Photo App Turns Users Into Unwitting Spies for US Military

Premise is a micro gig worker app with photography as a core task, paying users around the world to complete simple assignments for small payments. What those users don’t know, however, is that they may essentially be unwitting spies for the US military or other governments and entities.

The Wall Street Journal has published a fascinating look into the gamified intelligence gathering system that the San Francisco-based startup launched in 2013. While it was initially marketed as a way to gather international development work data for governments and NGOs, Premise has in recent years started working for US national security purposes and selling itself as a surveillance tool.

Users of the app are asked to do things such as take photos (of things like ATMs, stores, supermarkets, hospitals, and churches/mosques/synagogues/temples), provide opinions, and gather details about places (e.g. counting the number of ATMs in a location). Tasks that take a few minutes to complete may come with payouts of about $0.05 to $0.10, while other more time-consuming ones may pay more.

In addition to data gathered from tasks, metadata from users is also gathered by Premise and sold to its clients — details such as what phone someone is using, where they are, and what apps they have installed.

Screens in the Premise app showing how tasks are offered and accepted. Screenshots by the Wall Street Journal.

By 2019, the app reportedly had 600,000 contributors working in 43 countries, including countries in the Middle East that are of particular interest to US intelligence.

“About half of the company’s clients are private businesses seeking commercial information, Premise says,” the Wall Street Journal reports. “That can involve assignments like gathering market information on the footprint of competitors, scouting locations and other basic, public observational tasks.

“Premise in recent years has also started working with the U.S. military and foreign governments, marketing the capability of its flexible, global, gig-based workforce to do basic reconnaissance and gauge public opinion.”

Camera-equipped, Internet-connected phones have become ubiquitous around the world, and Premise is setting itself as a middleman between billions of phone users and entities that would love to use those people for crowdsourced intelligence.

The Premise website invites people to “make money by taking photos.”

Government records obtained by the WSJ show that Premise has earned at least $5 million for military projects since 2017, including from the US Air Force and US Army. Premise doesn’t disclose who exactly its clients are to users of the app.

Images from the Premise page on the Google Play app store.

The resulting data generated by users has far-reaching applications ranging from military to crime-fighting to public health policy.

“Data gained from our contributors helped inform government policy makers on how to best deal with vaccine hesitancy, susceptibility to foreign interference and misinformation in elections, as well as the location and nature of gang activity in Honduras, Premise CEO Maury Blackman tells the WSJ. He adds that due to the public nature of assigned tasks, he doesn’t consider the work to be spying.

“Such data is available to anyone who has a cellphone. It is not unique or secret. If some of our data is used by government departments to shape policy and to protect our citizens, we are proud of that.”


▸ WHAT IS NEEDED: Keep the images out and copy every entry below exactly.

▸ SUPPLIED RECORDS:
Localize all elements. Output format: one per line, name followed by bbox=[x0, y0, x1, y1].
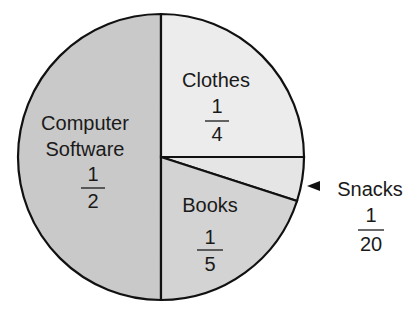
pie-chart: Computer Software 1 2 Clothes 1 4 Books … bbox=[0, 0, 417, 309]
fraction-numerator: 1 bbox=[87, 163, 98, 185]
fraction-denominator: 5 bbox=[204, 253, 215, 275]
label-clothes-name: Clothes bbox=[182, 69, 250, 91]
fraction-numerator: 1 bbox=[365, 204, 376, 226]
fraction-denominator: 2 bbox=[87, 190, 98, 212]
fraction-denominator: 4 bbox=[211, 123, 222, 145]
arrow-pointer-icon bbox=[307, 181, 320, 191]
label-snacks-name: Snacks bbox=[337, 178, 403, 200]
fraction-denominator: 20 bbox=[360, 233, 382, 255]
label-computer-software-line1: Computer bbox=[41, 112, 129, 134]
fraction-numerator: 1 bbox=[211, 95, 222, 117]
label-snacks: Snacks 1 20 bbox=[307, 178, 403, 255]
label-computer-software-line2: Software bbox=[46, 138, 125, 160]
fraction-numerator: 1 bbox=[204, 226, 215, 248]
label-books-name: Books bbox=[182, 194, 238, 216]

▸ ANSWER BOX:
Localize all elements. Output format: one per line, name followed by bbox=[x0, y0, x1, y1].
pie-chart: Computer Software 1 2 Clothes 1 4 Books … bbox=[0, 0, 417, 309]
fraction-numerator: 1 bbox=[87, 163, 98, 185]
fraction-denominator: 5 bbox=[204, 253, 215, 275]
label-clothes-name: Clothes bbox=[182, 69, 250, 91]
fraction-numerator: 1 bbox=[365, 204, 376, 226]
fraction-denominator: 2 bbox=[87, 190, 98, 212]
fraction-denominator: 4 bbox=[211, 123, 222, 145]
arrow-pointer-icon bbox=[307, 181, 320, 191]
label-snacks-name: Snacks bbox=[337, 178, 403, 200]
fraction-denominator: 20 bbox=[360, 233, 382, 255]
label-computer-software-line1: Computer bbox=[41, 112, 129, 134]
fraction-numerator: 1 bbox=[211, 95, 222, 117]
label-snacks: Snacks 1 20 bbox=[307, 178, 403, 255]
label-computer-software-line2: Software bbox=[46, 138, 125, 160]
fraction-numerator: 1 bbox=[204, 226, 215, 248]
label-books-name: Books bbox=[182, 194, 238, 216]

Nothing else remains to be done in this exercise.